Engineering Smart Textiles That Can Save Lives

Woman operating machinery
Vanessa Sanchez develops textiles that can sense and respond to stimuli.

At the Wyss Institute for Biologically Inspired Engineering in Boston, Fashion Design alum Vanessa Sanchez developed robotic textiles that could revolutionize myriad industries. For her research, she was named to the prestigious Forbes 30 Under 30 list, in the Science category.

Robotic textiles can change size, shape, and temperature in response to stimuli. For example, clothing could shrink or expand to help people with limited mobility get dressed, vibrate selectively to help wearers navigate, or vary their coverage in response to fluctuating body temperatures. 

Rectangular sheet of inflatable pockets
This textile selectively inflates, applying pressure to the body as needed.

“These fabrics can ‘understand’ something about the environment and about their interactions with a person and respond accordingly,” Sanchez says.

The field of wearable robotics began to flourish in the early 2000s, but early devices were rigid and uncomfortable. Fabric-based devices were introduced in the 2010s, but true robotic textiles, which can sense and respond to their environment without the need for stiff components, have only emerged in the past few years.

At the Wyss Institute, a Boston research consortium drawing on expertise from Harvard, MIT, and other nearby institutions, Sanchez helped create a soft, flexible sensor that can be sewn into clothing unobtrusively and hug the body, providing greater comfort and more accurate movement detection. She also helped develop a textile with inflatable compartments that can apply therapeutic pressure to muscles to prevent bed sores or deep vein thrombosis. The pouches contain a fluid that turns to gas when pressure sensors are activated, inflating the textile without a bulky and noisy pneumatic system.

Helical green textile
Sensors made of silicone and fabric can twist and stretch with the body.

A decade ago, Sanchez enrolled at FIT to learn how clothing was constructed, but her questions ranged beyond the scope of her coursework. At that time, FIT’s textile offerings were not as science-oriented as they are today.

“I kept wanting to know why we were doing things in certain ways and delving deeper on my own,” she says. “I also had challenges with my own clothing. I had a jacket that was supposed to be waterproof, but I hiked in a typhoon and got soaked. I wanted to know why that failure happened.”

She transferred to an undergraduate fiber science program at Cornell, then brought her apparel design skills to robotics teams at the Wyss Institute. Now she is a PhD candidate at the Harvard John A. Paulson School of Engineering and Applied Sciences.

Leg with inflatable leg wrap
This textile exerts pressure to help prevent blood clots.

As a woman in a male-dominated field, she felt alone at first, and some colleagues underestimated her. “If I knew how to sew, I must not know the electrical side of things. But no, I can actually do both.” She adds that fashion design requires a complex skill set. “It’s a different set of tools, a different training, but there’s value in both.”

Sanchez isn’t sure how she was nominated for the Forbes honor. An editor reached out to her last October with questions; a few weeks later, she woke up to a handful of text messages from friends. “Why is everyone congratulating me?” she wondered. “I was pretty surprised but happily so—excited that people find the work I’m doing as cool as I do.”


Aim of the task: Each line with the string "pixels" is to be copied from the records below.

Segment Start: Exercise data

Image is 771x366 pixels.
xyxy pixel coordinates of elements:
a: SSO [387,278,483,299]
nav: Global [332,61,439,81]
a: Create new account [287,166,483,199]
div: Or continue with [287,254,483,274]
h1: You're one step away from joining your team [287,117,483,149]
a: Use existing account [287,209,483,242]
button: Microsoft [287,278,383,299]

Segment End: Exercise data
Segment Start: Exercise data

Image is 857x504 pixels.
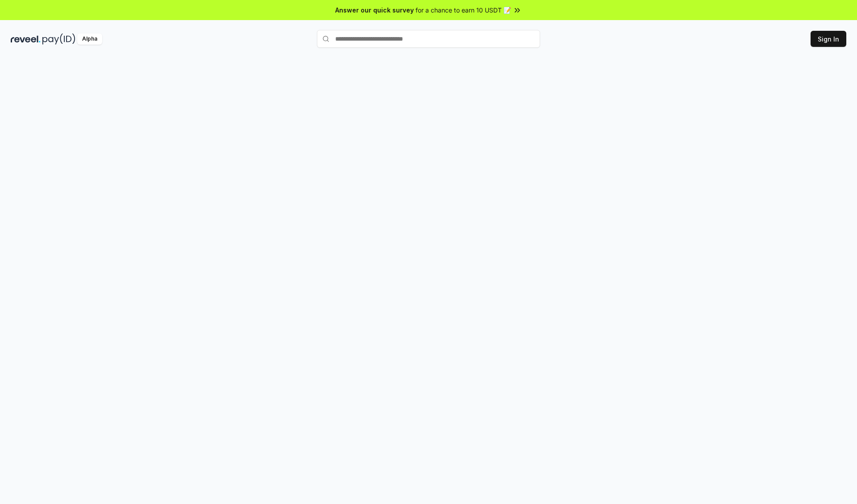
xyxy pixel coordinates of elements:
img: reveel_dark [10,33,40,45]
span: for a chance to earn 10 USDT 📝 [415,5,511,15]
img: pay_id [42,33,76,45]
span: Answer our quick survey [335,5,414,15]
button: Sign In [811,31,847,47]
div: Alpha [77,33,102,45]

Segment End: Exercise data
Segment Start: Exercise data

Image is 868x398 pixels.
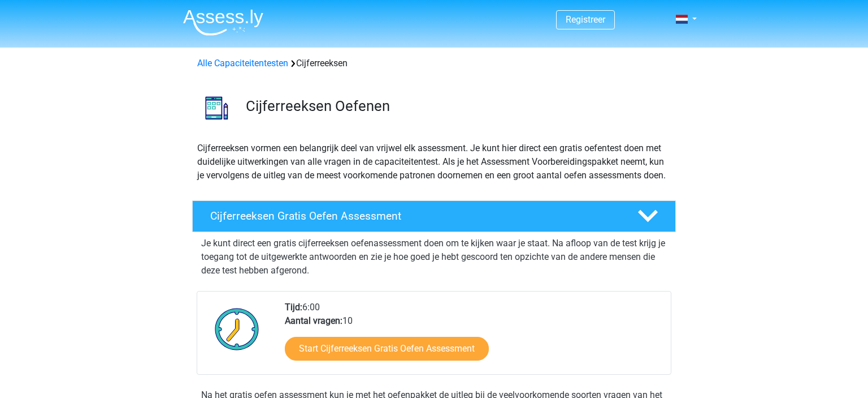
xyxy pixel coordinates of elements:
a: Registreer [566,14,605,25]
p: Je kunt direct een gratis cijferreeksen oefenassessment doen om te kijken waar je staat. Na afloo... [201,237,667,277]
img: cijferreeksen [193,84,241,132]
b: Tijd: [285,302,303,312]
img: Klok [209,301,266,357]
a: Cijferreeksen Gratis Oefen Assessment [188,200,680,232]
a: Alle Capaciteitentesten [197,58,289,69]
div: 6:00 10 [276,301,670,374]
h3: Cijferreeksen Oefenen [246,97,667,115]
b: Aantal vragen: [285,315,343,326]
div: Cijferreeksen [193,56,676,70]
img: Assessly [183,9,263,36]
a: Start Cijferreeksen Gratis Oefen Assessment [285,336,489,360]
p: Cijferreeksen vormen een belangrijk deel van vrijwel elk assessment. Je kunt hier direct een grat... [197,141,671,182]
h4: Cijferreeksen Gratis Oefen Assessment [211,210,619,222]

Segment End: Exercise data

Output for this exercise:
Image is 771x366 pixels.
Image is 857x504 pixels.
Image is 868x398 pixels.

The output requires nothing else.